Texas lawmakers are questioning whether an explosion of data centers will overwhelm the state’s power grid—and whether Texas families will be the ones left paying the bill.
At a House State Affairs Committee hearing on Thursday, ERCOT President and CEO Pablo Vegas and Public Utility Commission of Texas Chairman Thomas Gleeson faced questions over massive new electric loads.
Vegas told lawmakers the scale of planned large loads has changed almost beyond recognition in just a few years. ERCOT is now tracking “over 410,000 megawatts” of large‑load interconnection requests—“a huge, huge change since the last time we talked about the data centers,” he said—with “over 80 percent” of that queue made up of data centers.
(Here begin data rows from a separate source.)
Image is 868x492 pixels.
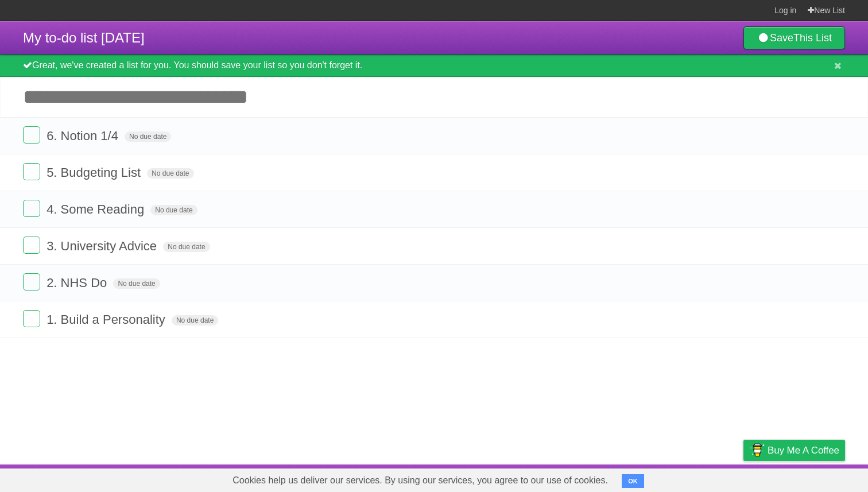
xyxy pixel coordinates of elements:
b: This List [794,32,832,44]
a: About [590,467,615,489]
span: 4. Some Reading [46,202,147,216]
img: Buy me a coffee [749,440,765,460]
button: OK [622,474,644,488]
a: Buy me a coffee [743,440,845,461]
a: Suggest a feature [773,467,845,489]
label: Done [23,237,40,254]
span: Cookies help us deliver our services. By using our services, you agree to our use of cookies. [221,469,619,492]
span: 2. NHS Do [46,276,110,290]
label: Done [23,163,40,180]
span: Buy me a coffee [767,440,839,461]
label: Done [23,310,40,327]
span: No due date [150,205,197,216]
span: No due date [172,316,218,325]
span: No due date [147,169,193,178]
a: Privacy [728,467,758,489]
a: Terms [690,467,715,489]
a: Developers [628,467,675,489]
span: No due date [163,242,210,252]
span: 6. Notion 1/4 [46,129,121,143]
span: 1. Build a Personality [46,312,169,327]
label: Done [23,200,40,217]
span: 3. University Advice [46,239,159,254]
label: Done [23,126,40,144]
label: Done [23,273,40,291]
span: 5. Budgeting List [46,165,144,180]
span: No due date [125,131,171,142]
span: No due date [113,278,159,289]
span: My to-do list [DATE] [23,30,144,45]
a: SaveThis List [743,26,845,50]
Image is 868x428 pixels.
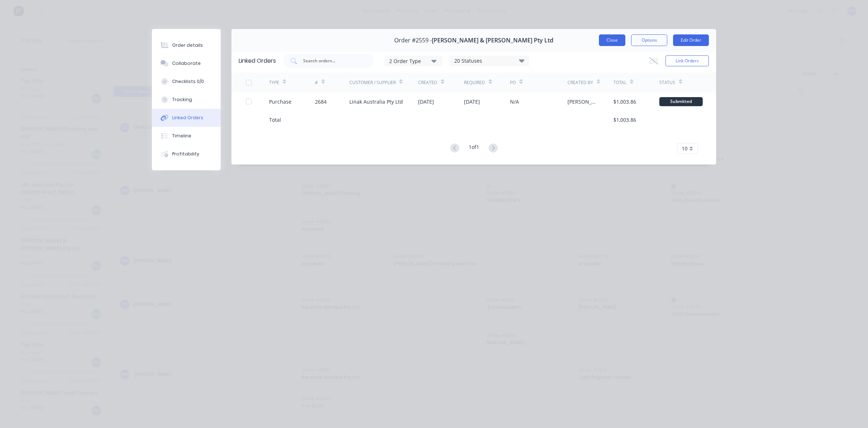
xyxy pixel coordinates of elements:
div: Created [418,80,438,86]
div: # [316,80,318,86]
button: Tracking [152,91,221,109]
div: Submitted [659,97,703,106]
button: Close [599,34,626,46]
div: N/A [511,98,519,105]
div: Checklists 0/0 [172,78,204,85]
div: Created By [568,80,593,86]
button: Order details [152,36,221,54]
div: 20 Statuses [450,56,529,65]
button: Linked Orders [152,109,221,127]
div: Collaborate [172,60,201,67]
div: Timeline [172,133,192,139]
button: 2 Order Type [385,56,442,66]
span: Order #2559 - [394,37,432,44]
div: Linak Australia Pty Ltd [350,98,403,105]
div: Linked Orders [172,115,204,121]
span: 10 [682,145,688,152]
div: [PERSON_NAME] [568,98,599,105]
button: Link Orders [666,56,709,66]
div: [DATE] [464,98,480,105]
div: Purchase [269,98,292,105]
div: 1 of 1 [469,143,480,153]
div: $1,003.86 [614,98,636,105]
div: Order details [172,42,203,49]
div: Status [659,80,676,86]
div: Customer / Supplier [350,80,396,86]
div: Profitability [172,151,199,158]
div: Linked Orders [239,56,276,65]
span: [PERSON_NAME] & [PERSON_NAME] Pty Ltd [432,37,553,44]
input: Search orders... [303,57,363,64]
div: [DATE] [418,98,434,105]
button: Options [631,34,668,46]
div: 2684 [316,98,327,105]
button: Timeline [152,127,221,145]
button: Profitability [152,145,221,163]
div: TYPE [269,80,280,86]
div: Total [269,116,281,123]
button: Checklists 0/0 [152,73,221,91]
div: $1,003.86 [614,116,636,123]
div: 2 Order Type [389,56,438,64]
div: Required [464,80,485,86]
div: Tracking [172,97,192,103]
div: Total [614,80,627,86]
button: Collaborate [152,54,221,73]
button: Edit Order [673,34,709,46]
div: PO [511,80,516,86]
Most of those projects are trying to energize in just the next few years, with the “lion’s share” targeting 2027 and 2028, which Vegas warned is “really where the challenge of the infrastructure window is because, as you know, it takes time to develop power plants … [and] transmission lines and build those.”
Upon questioning, Vegas explained that ERCOT’s traditional one‑off study process for large loads has broken down under the flood of hyperscale data center projects. Multiple big projects in the same area were changing grid conditions mid‑stream, forcing ERCOT to “go back and restudy” and, in some cases, change transmission requirements after developers had already started investing.